“The Supposed Degeneracy of Animated Nature in America”

Honeysuckle lathers its way up silver maple, black gum,
sumac: slipped free

from the garden, home became the fallen world—fences’ refusals
to erase, to flower upon. The theory

was everything new is everything we’d loved—even as it flickered

away from us—in decline: travel telescoped
to correspondence and regret, landscape

to mirroring disappointment we visioned as God’s eyes, cast down on us
until we turned back to tasks, speaking wilderness

into a continent, nearly making it so. This, when word

was act, when what lacked a name
lacked place, and what cast no shadow

had no soul. But all landscape is the record
of migration, these trees having fled the wilderness of ice

flowering behind them, what seemed beauty

an invasion, deliverance. Outsider, how you must work
to be loved, stitching yourself

continually into view, persuasion’s green archetype tongued
with butter and cream: how you would

kill for it.

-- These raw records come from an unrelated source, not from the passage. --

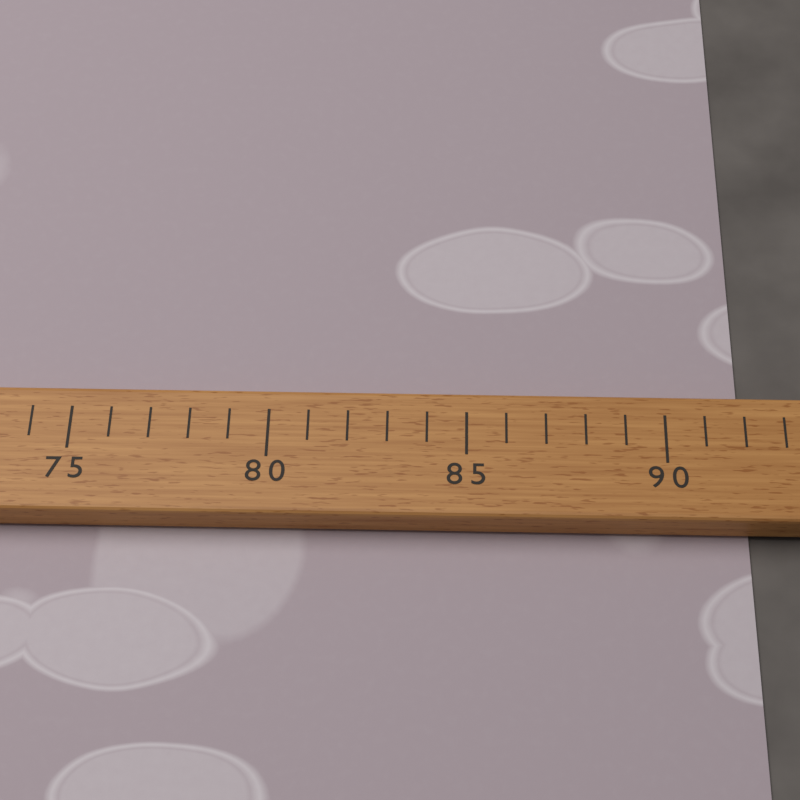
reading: 92 (no unit)
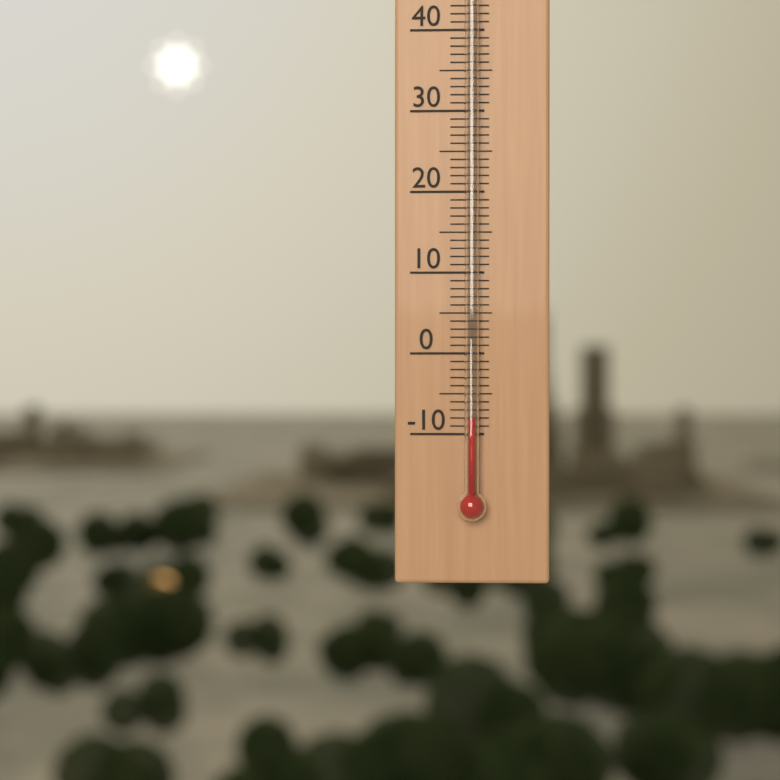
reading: -8 °C
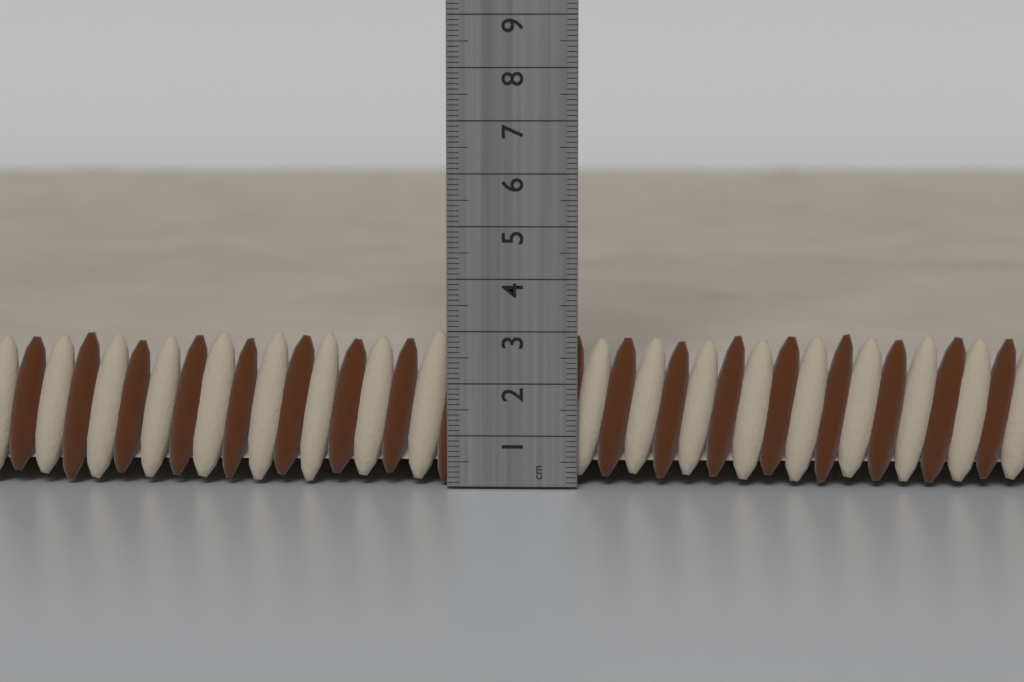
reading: 3.0 cm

Each new bloom’s a bride’s glove, removed to receive

the symbol of union, what’s absent,
here, what might shimmer just this near the palm, mapped,

as any of these net-veined leaves, with private flight diving
into the wrist throbbing with voices

stifled because the word had already been spoken

and splintered, and what appears two
separate waves of color, milk

and honey, is
an illusion: each white flower yellows into its own

forgetfulness, what makes it

fall, what restores it to the garden
beneath—what so much belief in beauty

has nearly exterminated—revealing
the empty socket on the stem, the blindness always there

at the heart of flowering.

First published in Shenandoah; forthcoming in Biogeography

Note on “‘The Supposed Degeneracy of Animated Nature in America’”: This was the title of botanist Stephen Elliott’s 1791 valedictorian speech, rebuffing the theory of degeneracy, a theory which, as Alexander Wilson put it, “would leave us in doubt whether even the Ka-te-dids of America were not originally Nightingales of the Old World” (A Sketch of the Botany of South Carolina and Georgia, Stephen Elliott).